### Work instructions
Copy word for word, please, the lines of the entries below running from the one containing "You are a GUI" to the one containing "The width and", both ends included.

### Provided material
--- START ---

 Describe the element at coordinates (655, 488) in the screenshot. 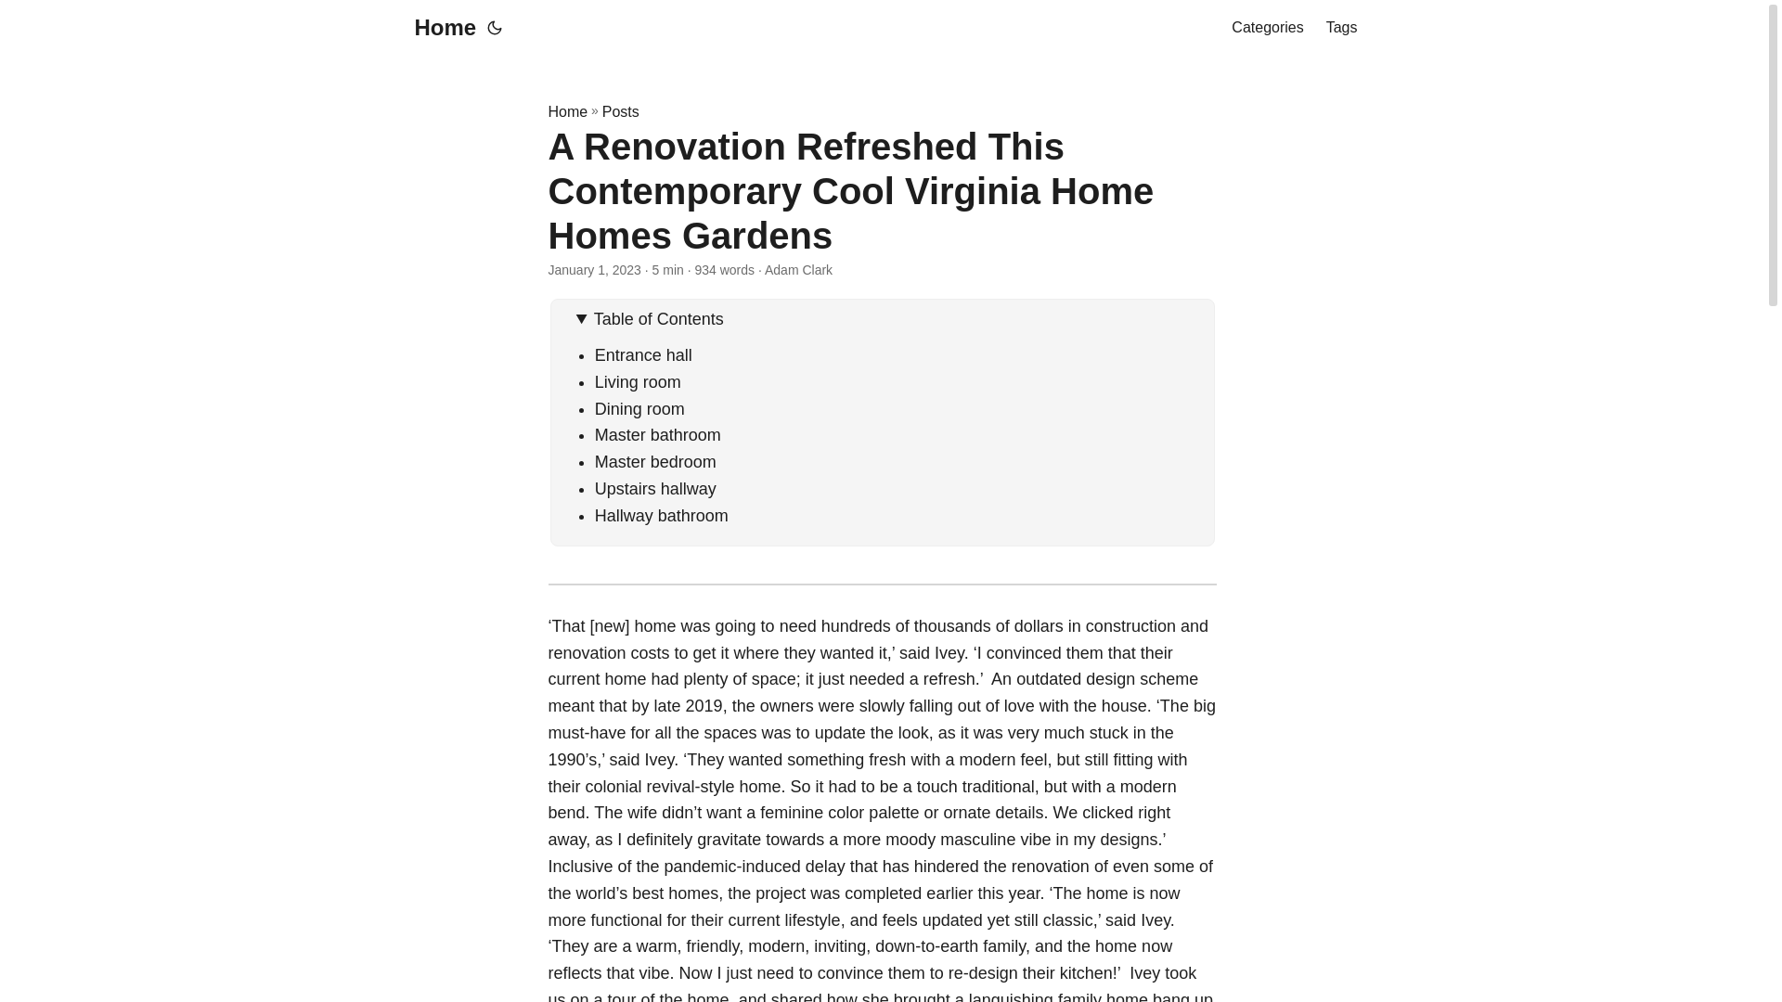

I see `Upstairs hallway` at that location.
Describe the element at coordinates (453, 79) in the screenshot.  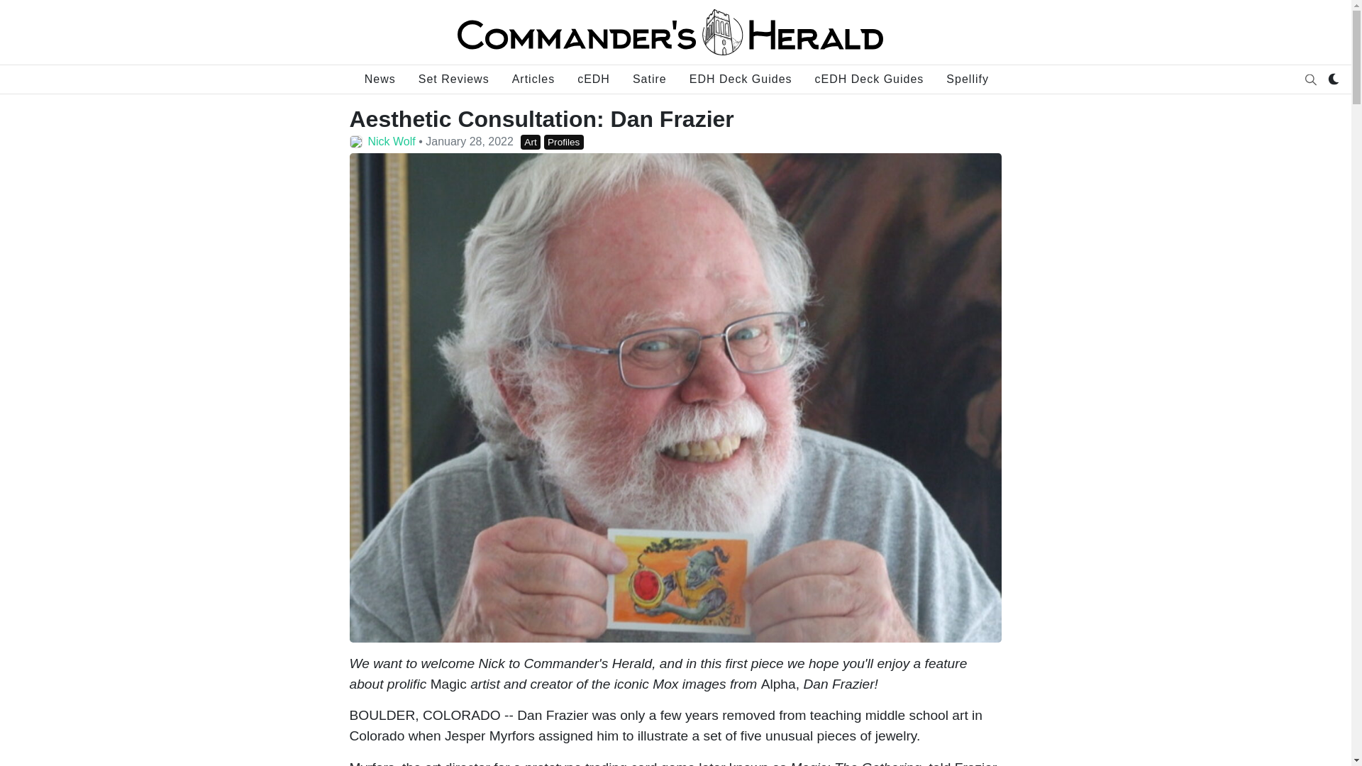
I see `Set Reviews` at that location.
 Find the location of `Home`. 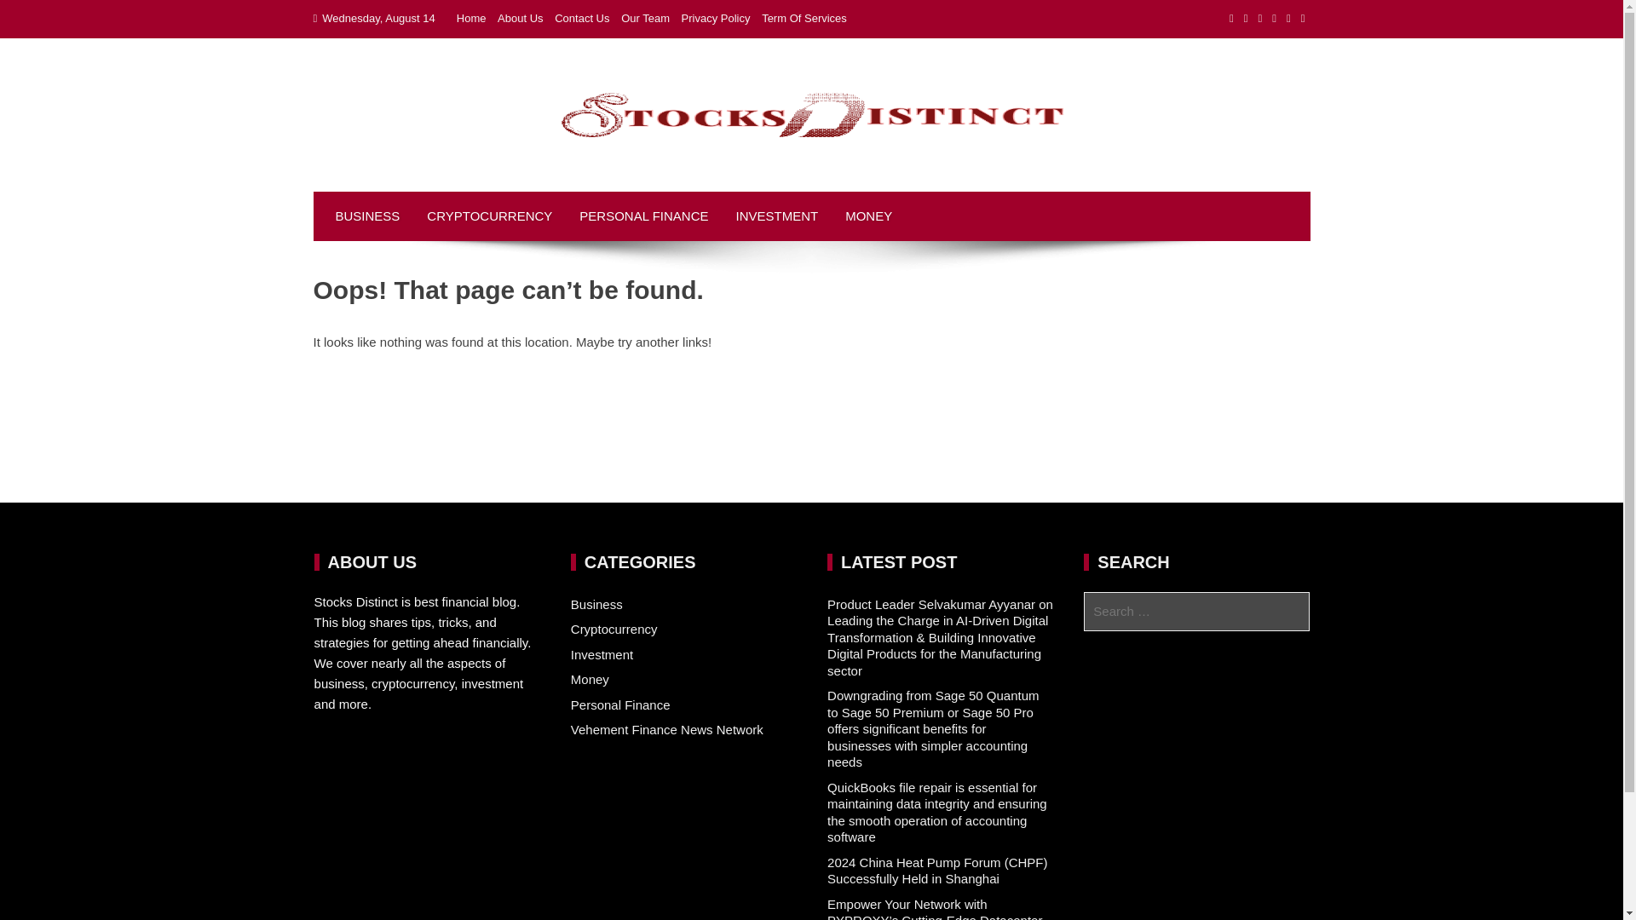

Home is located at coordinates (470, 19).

--- END ---
--- START ---

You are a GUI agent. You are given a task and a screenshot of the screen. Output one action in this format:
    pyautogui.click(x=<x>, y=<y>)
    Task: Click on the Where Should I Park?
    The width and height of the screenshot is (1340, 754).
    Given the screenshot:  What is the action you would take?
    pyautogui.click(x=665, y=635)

--- END ---
--- START ---

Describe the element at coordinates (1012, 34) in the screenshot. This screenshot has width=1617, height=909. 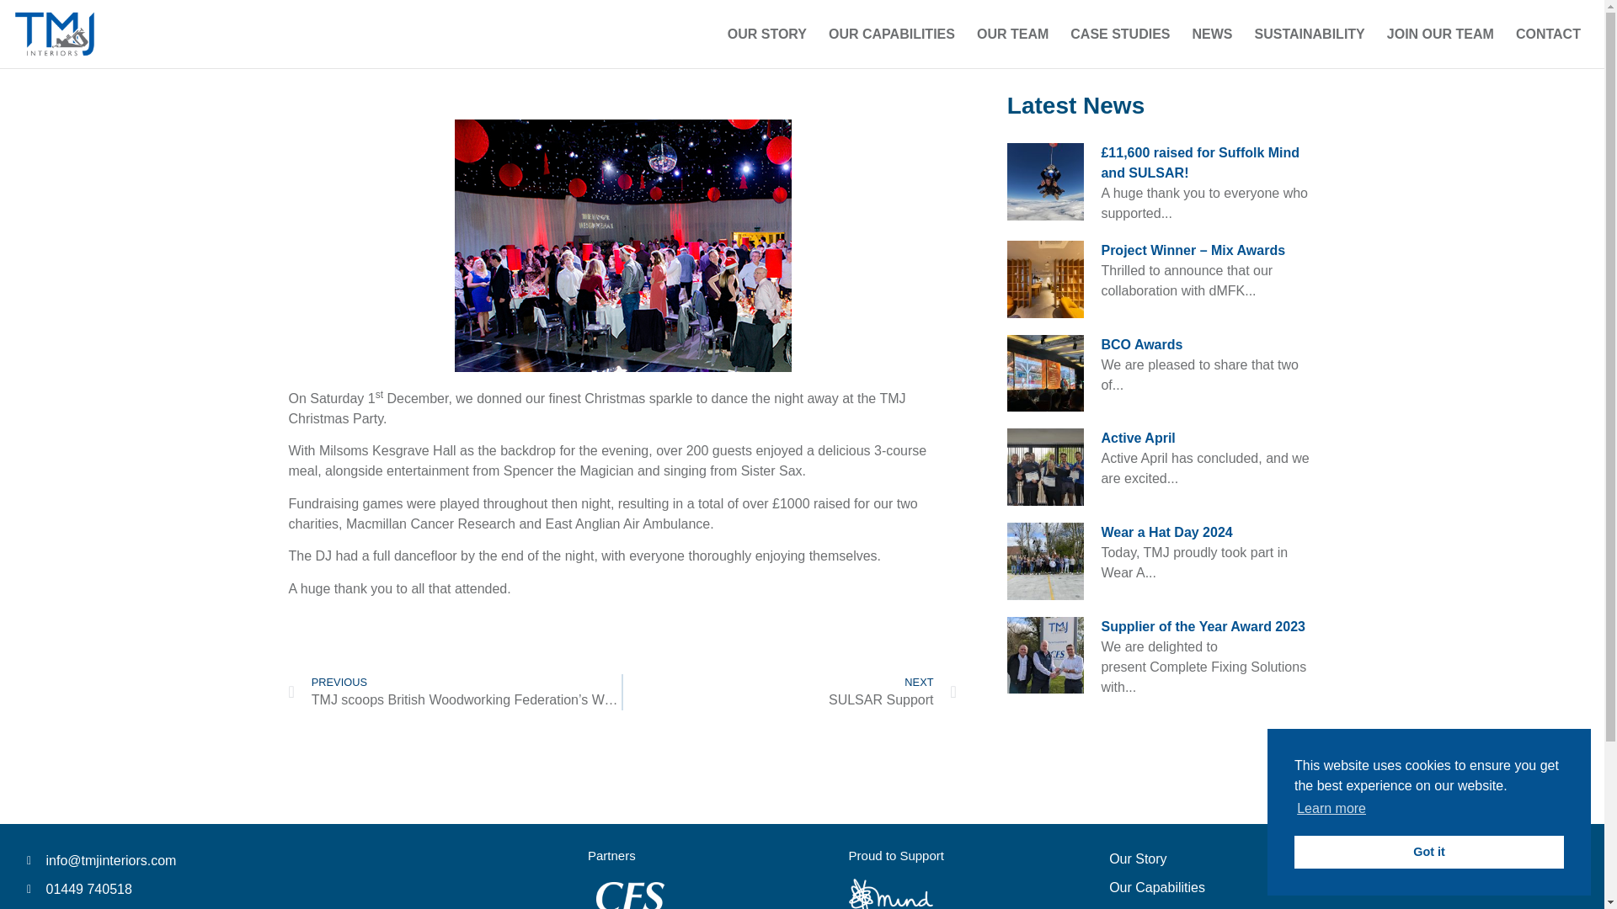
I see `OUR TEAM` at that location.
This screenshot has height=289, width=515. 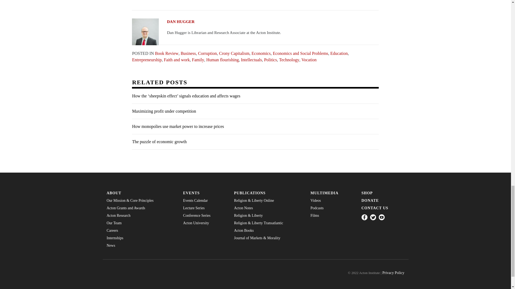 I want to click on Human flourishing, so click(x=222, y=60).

--- END ---

### Problem solution
You are a GUI agent. You are given a task and a screenshot of the screen. Output one action in this format:
    pyautogui.click(x=<x>, y=<y>)
    Task: Click on the Where Should I Park?
    The width and height of the screenshot is (1340, 754).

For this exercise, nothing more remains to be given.